I want to return to something we talked about earlier. You were talking about your work as a silly space, but that is also coming from a place of being angry about these limiting scripts that we play into. How do you think of the relationship between laughter and anger in your work, or more broadly?
I am angry that the child has to stop their tantrum for the comfort of other people, for dominant modes of being.
I think that whatever I am coming to, and whatever I am taking in, it's important for me to see how it operates socially, from many points of view, alongside my own experience — a check on my privileges. It's exhausting to be angry and amused and sad — and whatever other emotions — toward my subject matter, but it's important to me to be able to see how it exists at many levels. This is what elicits so many emotions. This translates to the work.
And I use humor to build an entry point into the work. If I can make a joke in the work, and the person looking at it chuckles or has an internal laugh, there's a trust that's been built that is hopefully disarming. We laughed at the same joke. We’ve built a distinct social tie. Then we can get into the deeper, darker edges of the content.
Does that make sense?
Totally.
Sidney Mullis is a sculptor who makes work about puberty, the intimacy of forgetting, how we perform ourselves, and bracing for the end.
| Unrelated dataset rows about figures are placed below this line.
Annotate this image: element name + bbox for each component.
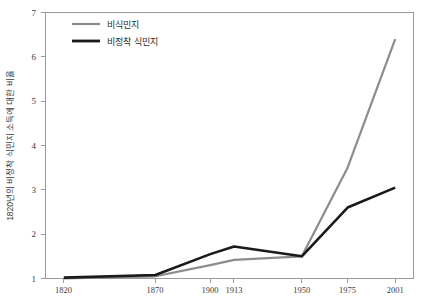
x-tick-label-1870: 1870	[147, 285, 164, 295]
x-tick-label-1900: 1900	[202, 285, 219, 295]
legend: 비식민지 비정착 식민지	[72, 20, 158, 47]
x-tick-label-1950: 1950	[293, 285, 310, 295]
y-axis-ticks	[41, 13, 46, 279]
y-axis-title: 1820년의 비정착 식민지 소득에 대한 비율	[5, 70, 15, 221]
y-tick-label-1: 1	[32, 274, 37, 284]
x-tick-label-2001: 2001	[387, 285, 404, 295]
x-tick-label-1820: 1820	[55, 285, 72, 295]
y-tick-label-5: 5	[32, 96, 37, 106]
y-tick-label-7: 7	[32, 8, 37, 18]
x-tick-label-1913: 1913	[225, 285, 242, 295]
legend-label-noncolony: 비식민지	[107, 20, 139, 30]
x-tick-label-1975: 1975	[339, 285, 356, 295]
y-tick-label-2: 2	[32, 229, 37, 239]
y-tick-label-3: 3	[32, 185, 37, 195]
y-axis-tick-labels: 7 6 5 4 3 2 1	[32, 8, 37, 284]
x-axis-tick-labels: 1820 1870 1900 1913 1950 1975 2001	[55, 285, 404, 295]
series-line-noncolony	[64, 39, 395, 278]
axis-left-bottom	[46, 13, 414, 279]
axis-top-right	[46, 13, 414, 279]
y-tick-label-6: 6	[32, 52, 37, 62]
legend-label-nonsettler-colony: 비정착 식민지	[107, 37, 158, 47]
x-axis-ticks	[63, 279, 395, 284]
line-chart: 7 6 5 4 3 2 1 1820 1870 1900 1913 1950 1…	[0, 0, 426, 302]
y-tick-label-4: 4	[32, 141, 37, 151]
chart-container: 7 6 5 4 3 2 1 1820 1870 1900 1913 1950 1…	[0, 0, 426, 302]
data-series-group	[64, 39, 395, 278]
plot-frame	[46, 13, 414, 279]
series-line-nonsettler-colony	[64, 188, 395, 278]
Her work has been exhibited in a number of locations including Berlin, Germany, Tokyo, Japan and Rijeka, Croatia. She has had solo shows at the Leslie Lohman Museum (NYC), Neon Heater Gallery (OH), Bucknell University (PA), Rowan University (NJ), Future Tenant Gallery (PA), University of Mary Washington (VA), and more. She has been an artist-in-residence at The Wassaic Project, Women’s Studio Workshop, MASS MoCA, Ox-Bow and more, and has been awarded a Creative Achievement Award from Penn State University (2016).
Mullis teaches 3D Foundations, Sculpture, and Advanced Seminars in Contemporary Art at Penn State University. Since 2016, she has been the program coordinator of Penn State's John M. Anderson Endowed Lecture Series hosting 8-10 visiting artists, curators, art educators, and critics per academic year.
Mullis lives and works with her materials in State College, PA.